Abstract: We develop a common theoretical framework for combining classifiers which use distinct pattern representations and show that many existing schemes can be considered as special cases of compound classification where all the pattern representations are used jointly to make a decision. An experimental comparison of various classifier combination schemes demonstrates that the combination rule developed under the most restrictive assumptions-the sum rule-outperforms other classifier combinations schemes. A sensitivity analysis of the various schemes to estimation errors is carried out to show that this finding can be justified theoretically.

5,670 citations

Book
01 Jan 1996
TL;DR: Professor Ripley brings together two crucial ideas in pattern recognition; statistical methods and machine learning via neural networks in this self-contained account.
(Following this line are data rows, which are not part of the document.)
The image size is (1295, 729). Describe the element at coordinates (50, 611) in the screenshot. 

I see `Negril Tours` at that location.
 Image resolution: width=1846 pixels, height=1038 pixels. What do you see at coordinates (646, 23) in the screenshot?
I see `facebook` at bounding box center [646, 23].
Abstract: From the Publisher: Pattern recognition has long been studied in relation to many different (and mainly unrelated) applications, such as remote sensing, computer vision, space research, and medical imaging. In this book Professor Ripley brings together two crucial ideas in pattern recognition; statistical methods and machine learning via neural networks. Unifying principles are brought to the fore, and the author gives an overview of the state of the subject. Many examples are included to illustrate real problems in pattern recognition and how to overcome them.This is a self-contained account, ideal both as an introduction for non-specialists readers, and also as a handbook for the more expert reader.